As someone who is investigating starting a kickstarter project, and as someone who has already been burned by venture capitalists in the past, let me say that the general public has no idea what an amazing, game-changing tool kickstarter is. It empowers small developers to be able to choose a path without dealing with backstabbing VCs. The general public can be harsh to deal with, but I would put way more confidence in a random dude in nebraska who donated $10 to a project being a better investor than a venture capitalist.
Seriously, many have no idea how much work dealing with investors is. I will go as far as to say that, in many instances, investors are the reason games ship in poor states.
Kickstarter, Indigogo and Fig (though Fig still needs to fully prove itself as a platform, IMO) have all opened doors to bring back mid-tier budget games through crowdfunding and now personal investment. It is filling in a gap that had been widening between indie games and AAA game development, and this is a good thing overall given the results that a lot of these crowd funding sites has been producing.
Before the Kickstarter boom, we generally had two markets of games.
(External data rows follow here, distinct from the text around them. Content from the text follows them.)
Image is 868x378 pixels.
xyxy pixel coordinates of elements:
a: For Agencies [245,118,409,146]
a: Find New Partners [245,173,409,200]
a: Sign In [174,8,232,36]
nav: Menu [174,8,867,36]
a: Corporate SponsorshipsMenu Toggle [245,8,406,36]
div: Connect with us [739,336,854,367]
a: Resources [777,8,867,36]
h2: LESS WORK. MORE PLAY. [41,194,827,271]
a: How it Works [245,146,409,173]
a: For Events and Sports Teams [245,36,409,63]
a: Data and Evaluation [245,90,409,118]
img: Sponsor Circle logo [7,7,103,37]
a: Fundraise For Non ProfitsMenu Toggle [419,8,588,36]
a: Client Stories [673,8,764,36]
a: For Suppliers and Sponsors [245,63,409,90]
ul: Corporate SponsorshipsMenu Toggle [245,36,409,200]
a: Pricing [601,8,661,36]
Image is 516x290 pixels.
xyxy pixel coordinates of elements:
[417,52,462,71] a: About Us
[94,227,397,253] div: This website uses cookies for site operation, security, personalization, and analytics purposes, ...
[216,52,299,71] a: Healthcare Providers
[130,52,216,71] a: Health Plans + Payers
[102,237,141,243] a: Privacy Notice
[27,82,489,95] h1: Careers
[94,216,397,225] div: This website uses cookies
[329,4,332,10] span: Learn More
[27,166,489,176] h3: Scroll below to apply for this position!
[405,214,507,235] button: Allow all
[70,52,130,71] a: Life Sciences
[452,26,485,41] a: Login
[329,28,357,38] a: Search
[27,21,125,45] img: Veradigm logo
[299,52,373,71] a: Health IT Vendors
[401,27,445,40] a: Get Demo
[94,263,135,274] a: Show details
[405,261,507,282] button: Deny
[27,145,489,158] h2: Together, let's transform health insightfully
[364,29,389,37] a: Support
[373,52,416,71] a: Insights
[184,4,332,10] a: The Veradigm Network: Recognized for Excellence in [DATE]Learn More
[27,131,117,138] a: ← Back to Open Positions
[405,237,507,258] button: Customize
The AAA developer/ retail/ digital market and the indie scene which saw a boom with the App-store initially.
The App store was a major game changer in my opinion. It gave smaller developers a large platform to publish just about anything on with little to no restrictions, which was a big deal back in 2008 . During that time period, digital platforms like Steam were very strict with their submission processes and would be very selective with the software that they would put up on their store front. Same went for PSN and XBLA.
But the "We don't care what you have, we'll take it" attitude of the App-store opened up a huge floodgate for indie developers to drop anything they had in development. This led to a lot of surprise new hits and million seller games that came out of nowhere. Apples earlier
Ipod Touch advertisements from 2008 featured a non stop stream of indie games. They weren't advertising software from major game publishers. There was a huge call to arms from Apple to populate their new App-Store with as much software as possible.
This huge change led other platforms like Steam to open up their storefront with the Steam Green Light program. Sony to take a "Sony loves indie" stance and even affected the Google Play Store as well as many other platforms.
The App Store also gave birth to the Unity Engine, where it started life as a development tool for mobile games on the App Store. But that engine has grown to the point where it is competitive with UE4. Epic had to change their business model for UE4 to compete with Unity. Another major game changer for developers.
But during this indie developer boom there was a gap between indie games and AAA games. Going back to what I said before, crowdfunding has been taking indie development one step further by allowing them to be elevated to mid tier developers. Indie developers with budgets and money.
Pre-2008, indie developers were very limited in their tool sets and platforms. Sure there were mobile phones, but those didn't have the exposure that the smart phones did, or the App-store in particular. For an indie developer back then, your hope was to make a game in flash and upload it to new grounds, mod an existing game as a TC, grab some RPG Maker tool kit (Barkley, Shut Up and Jam: Gaiden) or something simple like Game Maker. Or if you had the skills, make your own game engine, which was very time consuming and led to a lot of unfinished projects that could only survive through being Open Source.
It was very rare to find break out hits during this point in time. One of the few and only real examples that I can think of was Minecraft, which started as a pet project by Notch and they independently started selling it on their own website/ servers.
But generally, it was so much harder to gain a foothold in game development 8 years ago than it is now. These days with the freemium tools, platforms, and funding services and it so much easier to jump into game development than it ever has been before.